Over the years in this space, I've pleaded for independent advisors and their associations to dispense with infighting to advocate for their shared constituencies: independent advice givers writ broadly and, most important, their clients. Whether you're talking about Dodd-Frank or the fiduciary standard or even the regulations imposed by the SEC, the states or SROs, looking past the relatively small differences between advisors to unify and advocate together over the bigger issues is the right thing to do.
In my experience, most advisors I know in the RIA and independent broker-dealer channels are ethical people who do put their clients' interests first regardless of whether they have a legal or regulatory requirement to do so.

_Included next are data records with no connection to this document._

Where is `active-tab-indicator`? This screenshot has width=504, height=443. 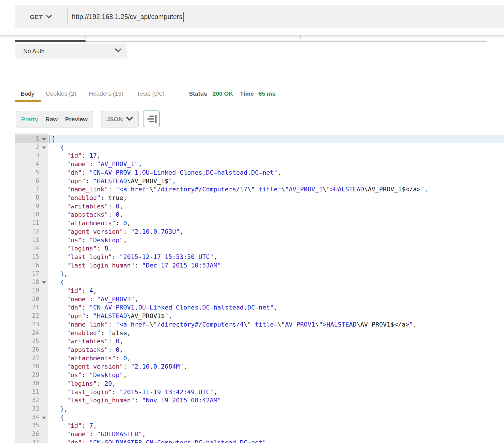 active-tab-indicator is located at coordinates (50, 41).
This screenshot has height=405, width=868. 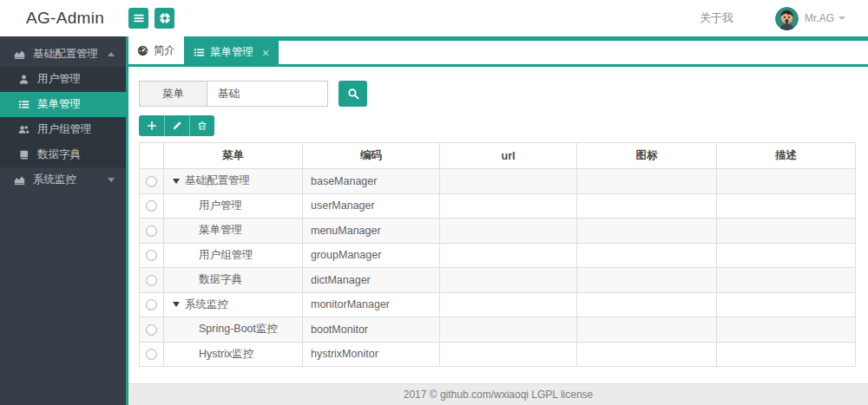 I want to click on add-button, so click(x=151, y=126).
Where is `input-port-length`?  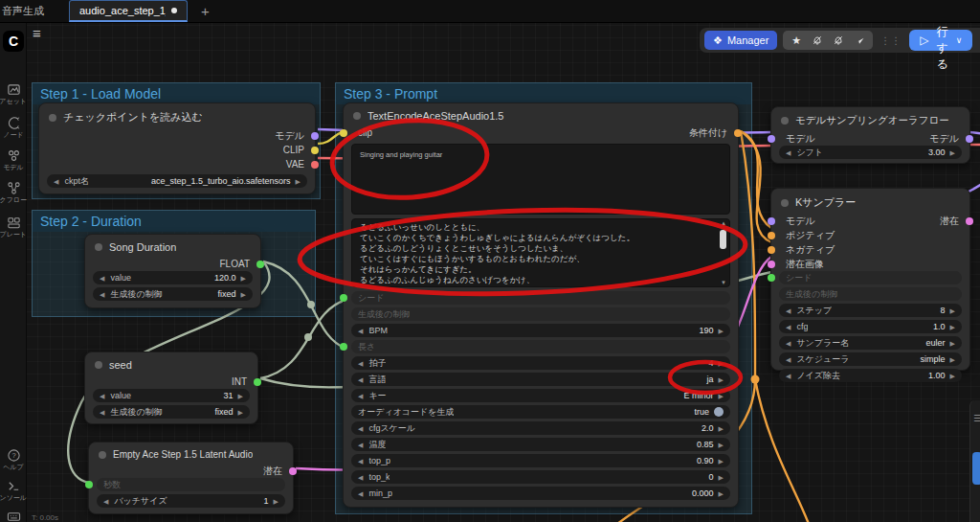
input-port-length is located at coordinates (344, 347).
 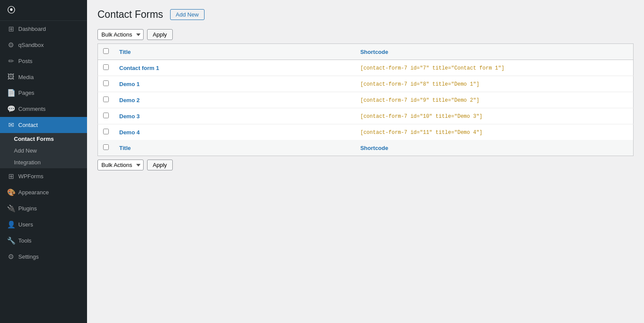 I want to click on bulk-actions-select-bottom: Bulk Actions Delete, so click(x=121, y=165).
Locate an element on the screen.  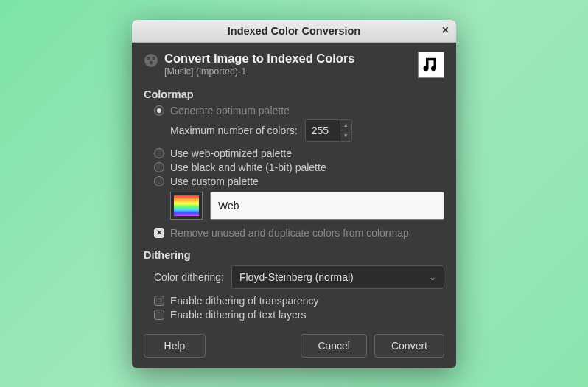
palette-gradient-icon is located at coordinates (186, 206).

No, I'm not naïve. I know there are bad actors in the advisor community and different business models that profit, figuratively and literally, from client confusion over what they're getting from and paying for professional advice. No, I'm not simplistic. I know there are honest differences of opinion over many issues. Take the Department of Labor fiduciary redefinition. I don't know of anyone who thinks it's a perfect rule, regardless of how it eventually turns out.
Still, I remain hopeful that compromise on small matters can produce benefits over bigger matters, a hope fed by groups like the Financial Planning Coalition and recent cooperation between the major custodians to address cybersecurity, with meetings hosted first by Bernie Clark of Schwab and second by Mark Tibergien of Pershing. "It looks like I'll be hosting the third" such meeting in San Francisco, Clark told me during the Schwab Impact conference in Boston in mid-November.
That's why I'm intrigued by the CFP Board's launch of the Center for Financial Planning. As CFP Board CEO Kevin Keller explained in a Nov. 17 interview, the Center is designed to help provide a "more sustainable, diverse supply of advisors and financial planners" to the profession, while also providing "an academic home" for planners.